As Renewables Boom, Companies Explore Energy Storage Technology
NPR, April 4, 2016
Batteries can store energy for later, but companies are looking for cheaper alternatives. Three reporters examine technologies that employ air, salt and ice.
ARI SHAPIRO, HOST:
Renewable energy like solar and wind is finally coming of age. Costs are way down. Of course, the sun doesn’t always shine, and the wind doesn’t always blow when we need it to. It’s All Tech Considered.
(SOUNDBITE OF MUSIC)
SHAPIRO: Today the race to store energy – as our three stories point out, it is going far beyond the typical battery.
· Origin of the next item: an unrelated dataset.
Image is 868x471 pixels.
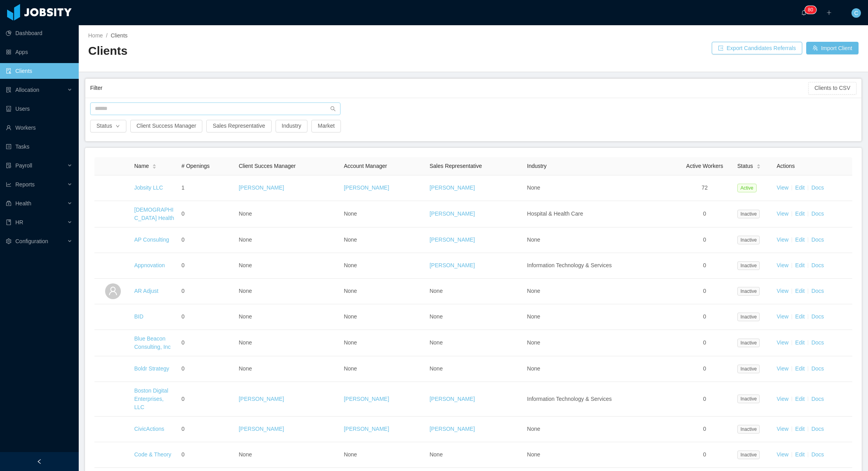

Lauren Sommer from member station KQED in California starts us off.
LAUREN SOMMER, BYLINE: Like a lot of solar companies in California, things have been have extremely busy for Recurrent Energy and its vice president, Michael Wheeler. In his San Francisco office, he points to a screen showing how all their solar farms are doing.
MICHAEL WHEELER: Pretty much every day, we hit peak output.
SOMMER: But earlier this spring, something happened that at first doesn’t seem to make any sense. It was the middle of the day when one of their solar farms was cranking out electricity, and they got a message.
WHEELER: The grid operator is telling us they don’t need all of it.
SOMMER: There was too much electricity on the grid. The folks managing the grid were telling solar farms to shut down.
WHEELER: Project went from almost peak output to zero for about two hours.
SOMMER: This often happens in the spring when Californians aren’t using a lot of air-conditioning yet, and it’s only expected to get worse as solar keeps growing. The state plans to get fully half of its electricity from renewable sources in just 15 years.
WHEELER: We built these solar projects, and to the extent that we have to turn them off more and more often doesn’t make a lot of sense. It would be a lot better to figure out uses for that electricity.